The latest historical romp from veteran thriller/detective storywriter Rathbone (Kings of Albion, 2002, etc.) jauntily exposes the underside of 19th-century parliamentary “reform.”
Visions of George MacDonald Fraser’s affable antihero Harry Flashman may dance through reader’s heads as they sample the exploits and lies of Rathbone’s protagonist Charlie Boylan. Not your typical hero, Charlie stands four feet eight inches and is almost unbecomingly hirsute (though impressively proportioned otherwise, as numerous wenches cheerfully attest). The tale begins, quite winningly, with Charlie’s misadventures in the trenches during the Battle of Waterloo. Flash-forward several decades: the Napoleonic Wars are long since concluded, and we encounter Charlie in prison, after he had marched into Whitehall with a loaded pistol, demanding withheld payment for his services as a secret agent (known as Agent 003, in a witty nod to Ian Fleming). This very entertaining if somewhat scattered tale continues with generously detailed accounts of how Charlie industriously altered the course of history, after having “saved Europe from barbarism” while still a hormonally driven adolescent. In addition to committing various murders and masterminding almost as many atrocities, Charlie has sturdily prevented the assassination of Queen Victoria, arranged the death by drowning of dangerous “radical” poet Percy Bysshe Shelley, and—for reasons best left to the reader to uncover—accompanied Charles Darwin on the voyage of the Beagle. The only thing that significantly mars the fun is Rathbone’s relentlessly jokey tone. But Charlie—either an amazingly resilient little big man or a “misshapen troll,” depending on your politics—almost casually blackmails miscreants posing as public servants, outwits “interrogators” assigned to monitor his activities, and circumvents efforts to prevent the publication of his scurrilous “memoirs.”
Over-the-top, enjoyably R-rated entertainment from an old pro who appears to be having the time of his life.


What you have to do. As output, give the exact lines from the one containing "Resolution: 1024px×680px. Locate" through the end of the listing below, both included, without the pictures.

Dataset records.
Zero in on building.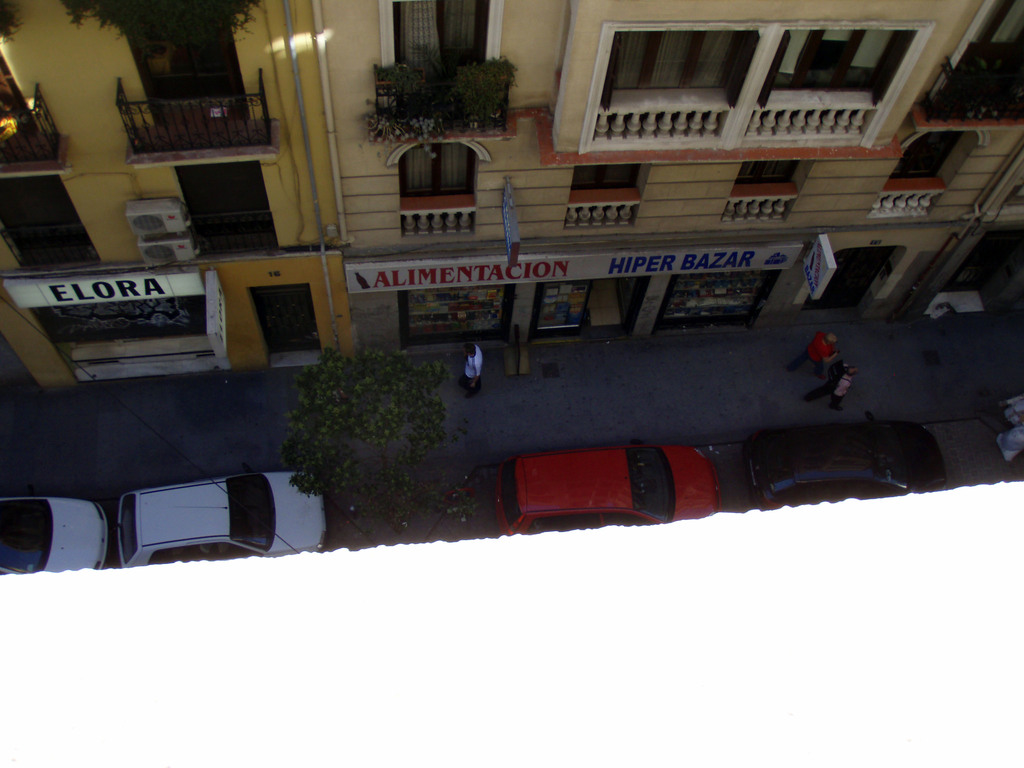
Zeroed in: detection(289, 0, 1023, 339).
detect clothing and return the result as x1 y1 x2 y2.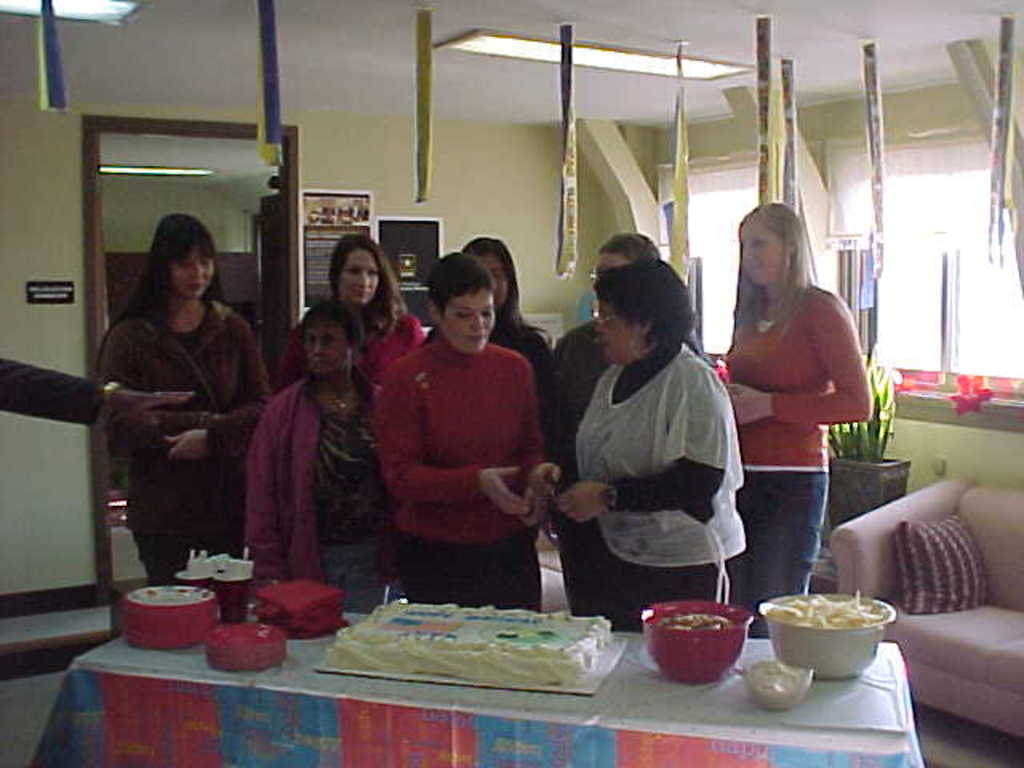
568 341 746 629.
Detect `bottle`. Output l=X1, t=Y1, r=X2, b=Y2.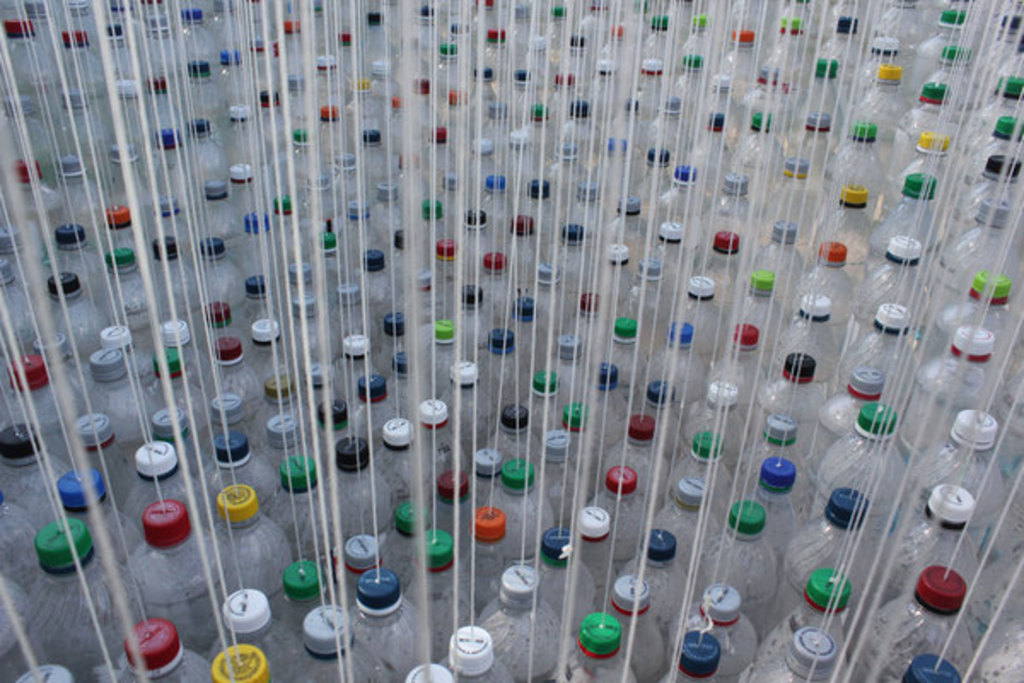
l=850, t=563, r=983, b=681.
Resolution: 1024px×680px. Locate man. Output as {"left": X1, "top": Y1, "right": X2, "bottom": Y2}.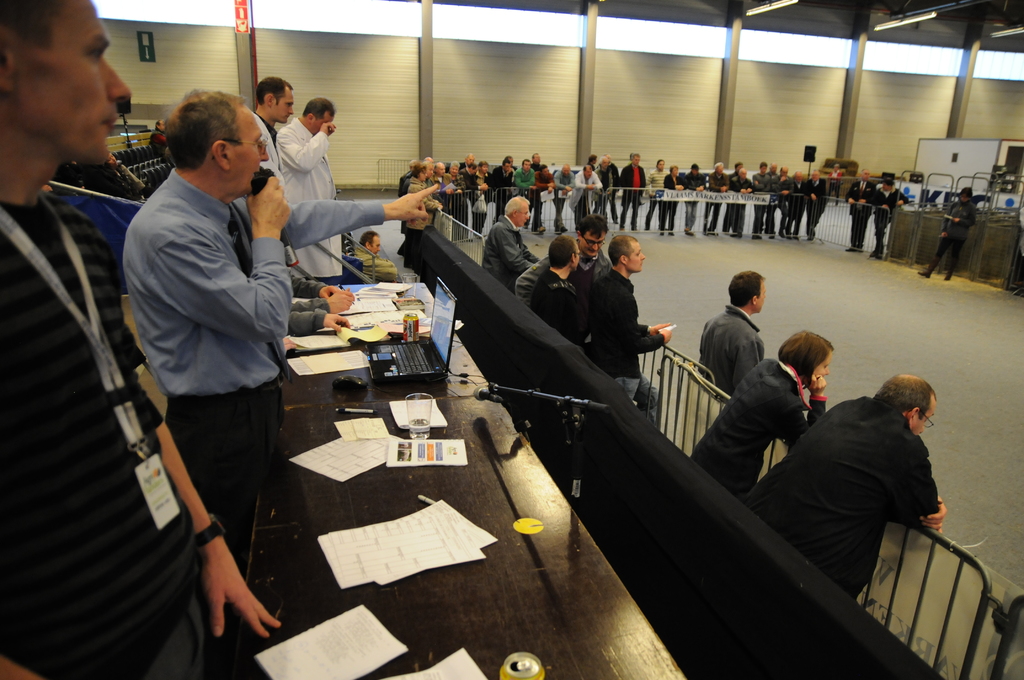
{"left": 699, "top": 270, "right": 769, "bottom": 392}.
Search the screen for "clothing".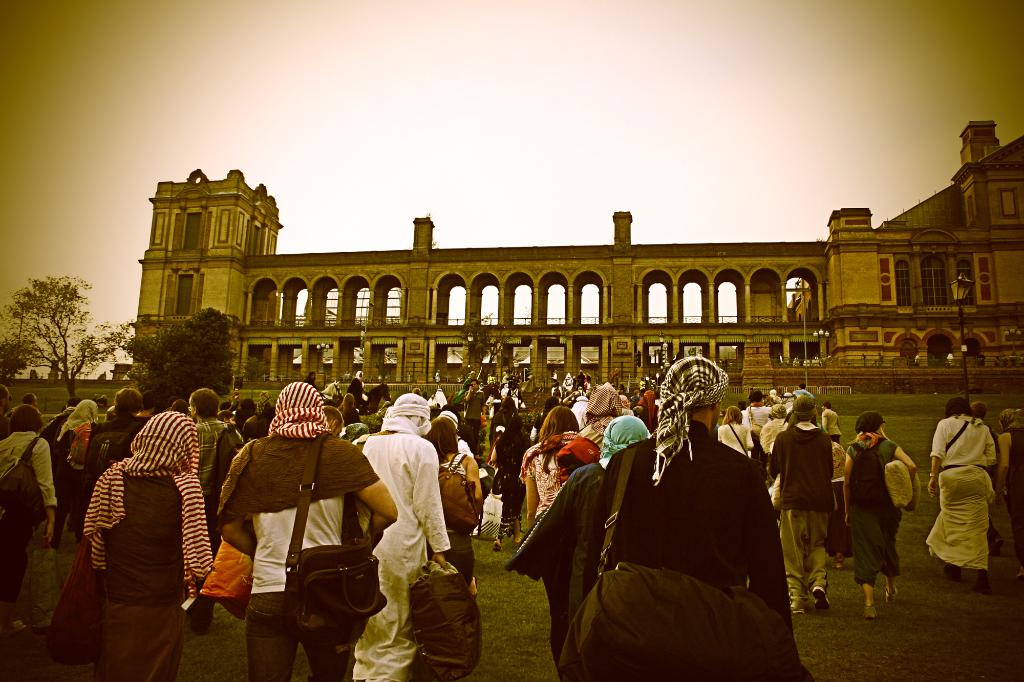
Found at detection(339, 429, 449, 681).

Reply to the exercise.
Resolution: 1024px×680px. Locate man. Output as {"left": X1, "top": Y1, "right": X2, "bottom": Y2}.
{"left": 699, "top": 270, "right": 769, "bottom": 392}.
Search the screen for "clothing".
Found at detection(339, 429, 449, 681).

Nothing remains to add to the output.